Murders are not usually considered an environmental topic, but they are becoming increasingly so. According to Global Witness, an environmental lobby group, 227 activists were murdered while working to defend the environment and land rights in 2020, the highest number known so far. It broke the previous record, set just in 2019.
According to Global Witness, on average four activists have been killed by violence each week since 2015. Their statistics do not include threats, injuries, or intimidation.
Global Witness also believes the number to be an underestimate, owing to poor reporting and the restriction of civic freedoms in some of the world’s most environmentally sensitive countries.
Nearly one-third of the murders were reportedly linked to resource prospects – primarily logging, but also mining, large-scale agriculture, and hydroelectric dams. Logging alone accounted for at least 23 cases in 2020.
An example is South African Fikile Ntshangase, a woman involved in a legal dispute over a coal mine near her home. She was shot dead in her own home, and while Tendele Coal, the owner of the mine, acknowledges that there were “local tensions” over the extension of the mine, they deny any fault in her death.
“This dataset is another stark reminder that fighting the climate crisis carries an unbearably heavy burden for some, who risk their lives to save the forests, rivers, and biospheres that are essential to counteract unsustainable global warming. This must stop,” said Chris Madden, a senior campaigner for Global Witness.
Madden called on governments to extend more protection to environmental defenders, especially those among indigenous people, who also accounted for a third of the cases. Colombia alone saw 65 activism-linked murders in 2020, nearly all of them indigenous activists. Other countries that featured high on the list include Brazil, Nicaragua, Peru, and the Philippines.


Copy exactly. Begin with the line that contains "Image is 868x436 pixels." and stop after the last line of the records.

**Exercise data**
===============

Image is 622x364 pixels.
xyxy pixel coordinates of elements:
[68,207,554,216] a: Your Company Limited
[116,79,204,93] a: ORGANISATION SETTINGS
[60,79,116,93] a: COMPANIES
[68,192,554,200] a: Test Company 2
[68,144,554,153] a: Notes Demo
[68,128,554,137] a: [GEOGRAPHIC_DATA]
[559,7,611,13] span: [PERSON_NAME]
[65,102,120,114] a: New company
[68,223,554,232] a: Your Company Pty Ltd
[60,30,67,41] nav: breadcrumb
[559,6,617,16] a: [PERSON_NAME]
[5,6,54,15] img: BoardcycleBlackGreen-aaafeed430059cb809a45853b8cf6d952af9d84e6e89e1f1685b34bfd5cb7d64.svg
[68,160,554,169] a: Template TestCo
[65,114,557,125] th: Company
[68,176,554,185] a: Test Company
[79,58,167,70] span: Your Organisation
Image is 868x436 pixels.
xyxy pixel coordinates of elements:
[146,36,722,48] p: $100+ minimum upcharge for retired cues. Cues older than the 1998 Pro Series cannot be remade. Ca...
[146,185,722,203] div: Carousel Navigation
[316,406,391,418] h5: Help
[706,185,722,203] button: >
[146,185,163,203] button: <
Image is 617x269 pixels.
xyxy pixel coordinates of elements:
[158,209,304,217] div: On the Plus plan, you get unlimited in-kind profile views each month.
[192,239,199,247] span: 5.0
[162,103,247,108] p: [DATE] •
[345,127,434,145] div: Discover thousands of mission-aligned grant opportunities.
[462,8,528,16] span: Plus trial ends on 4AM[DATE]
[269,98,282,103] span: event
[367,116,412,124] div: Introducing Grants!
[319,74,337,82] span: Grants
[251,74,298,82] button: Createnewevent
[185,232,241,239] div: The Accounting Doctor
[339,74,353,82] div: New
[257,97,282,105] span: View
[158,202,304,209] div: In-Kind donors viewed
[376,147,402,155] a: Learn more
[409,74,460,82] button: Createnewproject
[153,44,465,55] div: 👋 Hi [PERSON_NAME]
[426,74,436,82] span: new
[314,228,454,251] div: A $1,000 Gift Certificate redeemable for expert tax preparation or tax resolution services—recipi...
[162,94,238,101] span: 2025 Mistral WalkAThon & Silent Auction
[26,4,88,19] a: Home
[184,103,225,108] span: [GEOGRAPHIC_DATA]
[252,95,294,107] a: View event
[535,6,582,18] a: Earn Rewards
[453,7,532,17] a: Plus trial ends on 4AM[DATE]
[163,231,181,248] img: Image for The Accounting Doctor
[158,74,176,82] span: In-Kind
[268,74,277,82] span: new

===============

**Final answer**
Image is 868x436 pixels.
xyxy pixel coordinates of elements:
[146,36,722,48] p: $100+ minimum upcharge for retired cues. Cues older than the 1998 Pro Series cannot be remade. Ca...
[146,185,722,203] div: Carousel Navigation
[316,406,391,418] h5: Help
[706,185,722,203] button: >
[146,185,163,203] button: <
Image is 617x269 pixels.
xyxy pixel coordinates of elements:
[158,209,304,217] div: On the Plus plan, you get unlimited in-kind profile views each month.
[192,239,199,247] span: 5.0
[162,103,247,108] p: [DATE] •
[345,127,434,145] div: Discover thousands of mission-aligned grant opportunities.
[462,8,528,16] span: Plus trial ends on 4AM[DATE]
[269,98,282,103] span: event
[367,116,412,124] div: Introducing Grants!
[319,74,337,82] span: Grants
[251,74,298,82] button: Createnewevent
[185,232,241,239] div: The Accounting Doctor
[339,74,353,82] div: New
[257,97,282,105] span: View
[158,202,304,209] div: In-Kind donors viewed
[376,147,402,155] a: Learn more
[409,74,460,82] button: Createnewproject
[153,44,465,55] div: 👋 Hi [PERSON_NAME]
[426,74,436,82] span: new
[314,228,454,251] div: A $1,000 Gift Certificate redeemable for expert tax preparation or tax resolution services—recipi...
[162,94,238,101] span: 2025 Mistral WalkAThon & Silent Auction
[26,4,88,19] a: Home
[184,103,225,108] span: [GEOGRAPHIC_DATA]
[252,95,294,107] a: View event
[535,6,582,18] a: Earn Rewards
[453,7,532,17] a: Plus trial ends on 4AM[DATE]
[163,231,181,248] img: Image for The Accounting Doctor
[158,74,176,82] span: In-Kind
[268,74,277,82] span: new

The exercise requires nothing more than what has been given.